The single-stage bias circuits shown in Fig. 2 have only single high-impedance and low-impedance elements for isolation. They are shown for illustration of the bias isolating methods and are not presented as adequate designs for all applications. Where practical, multistage bias isolation is preferable (Fig. 4).

An informal measure of the effectiveness of the distributed bias structure is to bring a screwdriver tip near the open circuit ends of the bias flags (the open-circuited ends of the low impedance line sections) while measuring the output power of the amplifier. A significant power change experienced when so probing the end of the second bias flag, ZL2, indicates the bias circuit may be resonant at the wrong frequency or that more isolating stages are required.

Most commercial computer-aided-engineering (CAE) circuit simulators can work with an S-parameter table to provide an analysis over frequency, interpolating the data to calculate the circuit behavior between frequencies for which actual measured S-parameter data are available. The circuit evaluation could be performed with bias elements but it is assumed in this article that sufficient bias isolation is achieved that only the RF circuit need be considered. The gain of the present example, using the 2N6679A transistor, was simulated in Fig. 5 using the Genesys CAE simulation suite from Eagleware Corp. (Norcross, GA). The impedance of the input and output ports is 50 unless otherwise noted.

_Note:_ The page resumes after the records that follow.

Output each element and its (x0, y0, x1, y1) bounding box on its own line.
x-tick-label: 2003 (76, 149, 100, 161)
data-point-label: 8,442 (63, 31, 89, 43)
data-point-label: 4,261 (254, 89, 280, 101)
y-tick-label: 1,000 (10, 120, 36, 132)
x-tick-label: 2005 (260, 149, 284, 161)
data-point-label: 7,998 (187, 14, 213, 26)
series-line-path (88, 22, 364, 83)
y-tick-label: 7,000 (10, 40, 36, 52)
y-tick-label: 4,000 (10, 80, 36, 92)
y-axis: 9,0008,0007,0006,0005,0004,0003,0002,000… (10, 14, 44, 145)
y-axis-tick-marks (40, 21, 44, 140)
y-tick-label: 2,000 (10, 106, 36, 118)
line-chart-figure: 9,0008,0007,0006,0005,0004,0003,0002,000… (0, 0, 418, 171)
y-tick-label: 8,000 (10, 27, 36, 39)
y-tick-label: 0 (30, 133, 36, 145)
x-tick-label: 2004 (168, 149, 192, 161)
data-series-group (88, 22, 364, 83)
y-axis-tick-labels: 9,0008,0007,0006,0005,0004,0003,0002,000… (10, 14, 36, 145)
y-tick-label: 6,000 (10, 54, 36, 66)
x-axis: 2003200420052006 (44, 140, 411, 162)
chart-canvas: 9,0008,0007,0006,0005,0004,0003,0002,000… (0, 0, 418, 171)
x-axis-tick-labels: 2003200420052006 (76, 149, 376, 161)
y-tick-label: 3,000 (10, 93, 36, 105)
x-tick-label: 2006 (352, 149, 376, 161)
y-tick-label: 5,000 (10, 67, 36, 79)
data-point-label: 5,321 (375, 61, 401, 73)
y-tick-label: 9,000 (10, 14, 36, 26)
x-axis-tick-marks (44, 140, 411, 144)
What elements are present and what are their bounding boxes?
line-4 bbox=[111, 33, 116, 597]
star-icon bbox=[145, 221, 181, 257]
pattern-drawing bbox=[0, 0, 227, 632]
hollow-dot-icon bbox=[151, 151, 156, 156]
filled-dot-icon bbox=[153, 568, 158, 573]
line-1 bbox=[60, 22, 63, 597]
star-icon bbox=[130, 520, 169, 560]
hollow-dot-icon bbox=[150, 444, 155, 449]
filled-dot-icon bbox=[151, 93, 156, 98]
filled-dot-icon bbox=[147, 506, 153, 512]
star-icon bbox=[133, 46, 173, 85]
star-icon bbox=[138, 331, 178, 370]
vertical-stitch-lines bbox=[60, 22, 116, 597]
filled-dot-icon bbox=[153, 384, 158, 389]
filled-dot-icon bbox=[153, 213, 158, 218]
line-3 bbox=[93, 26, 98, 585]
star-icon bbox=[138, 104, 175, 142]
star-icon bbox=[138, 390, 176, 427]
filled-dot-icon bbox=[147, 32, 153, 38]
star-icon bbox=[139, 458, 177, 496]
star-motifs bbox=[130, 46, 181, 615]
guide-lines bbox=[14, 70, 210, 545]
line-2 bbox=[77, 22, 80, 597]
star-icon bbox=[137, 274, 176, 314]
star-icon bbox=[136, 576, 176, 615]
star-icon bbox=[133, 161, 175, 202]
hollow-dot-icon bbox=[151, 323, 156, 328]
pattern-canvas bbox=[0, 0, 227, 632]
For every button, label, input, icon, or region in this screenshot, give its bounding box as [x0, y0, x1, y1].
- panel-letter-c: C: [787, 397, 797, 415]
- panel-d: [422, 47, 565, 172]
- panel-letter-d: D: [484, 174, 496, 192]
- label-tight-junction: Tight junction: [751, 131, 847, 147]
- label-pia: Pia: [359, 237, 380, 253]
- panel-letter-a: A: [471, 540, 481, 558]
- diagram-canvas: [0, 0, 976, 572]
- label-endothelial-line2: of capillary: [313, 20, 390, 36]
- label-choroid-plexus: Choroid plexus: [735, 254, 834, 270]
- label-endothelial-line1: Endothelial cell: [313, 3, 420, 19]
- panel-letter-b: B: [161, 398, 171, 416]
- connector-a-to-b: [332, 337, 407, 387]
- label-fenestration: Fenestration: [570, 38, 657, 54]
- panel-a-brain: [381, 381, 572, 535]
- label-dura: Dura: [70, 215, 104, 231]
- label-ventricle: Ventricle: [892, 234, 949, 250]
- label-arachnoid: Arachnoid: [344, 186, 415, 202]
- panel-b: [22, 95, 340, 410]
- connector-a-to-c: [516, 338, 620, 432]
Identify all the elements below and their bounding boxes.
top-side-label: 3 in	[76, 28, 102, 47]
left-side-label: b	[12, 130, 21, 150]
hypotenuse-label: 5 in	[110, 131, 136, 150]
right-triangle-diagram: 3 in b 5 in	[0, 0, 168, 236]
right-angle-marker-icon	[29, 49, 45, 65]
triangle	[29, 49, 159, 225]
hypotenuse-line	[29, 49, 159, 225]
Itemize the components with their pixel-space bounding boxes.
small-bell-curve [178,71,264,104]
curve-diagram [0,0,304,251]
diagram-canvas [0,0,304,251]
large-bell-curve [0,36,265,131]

At this point, if this gain is satisfactory (and overlooking for the present time the matter of amplifier stability), the electrical portion of the amplifier design is complete. On the other hand, on examining the input and output reflection coefficients, S11 and S22, respectively, in the table, it is apparent that a good amount of power is lost to reflection at the input and mismatch at the output. At 1 GHz,

See associated figure

These mismatch losses correspond to 46-percent power loss at the input and 21-percent power loss at the output. Therefore, by matching input and output, as much as 3.7 dB additional gain can be added, with a matched circuit at input and output as well. Next month, Part 2 of this article series will examine the means of matching the transistor to obtain this additional gain and present what is necessary to guarantee unconditional stability.

EDITOR'S NOTE
This article is excerpted with permission from the one-week industrial couse, Wireless Engineering, that the author teaches and from High Frequency Techniques, An Introduction to RF and Microwave Engineering; by Joseph F. White (John Wiley & Sons, Hoboken, NJ, 2004; e-mail: www.Wiley.com).

REFERENCES 1.Genesys 7 Reference Manual,
(Eagleware, Norcross, GA, 1986-2000).

2. Guillermo Gonzalez,
Microwave Transistor Amplifiers, Analysis and Design, 2nd ed.
(Prentice-Hall, Upper Saddle River, NJ, 1984), pp. 273-283.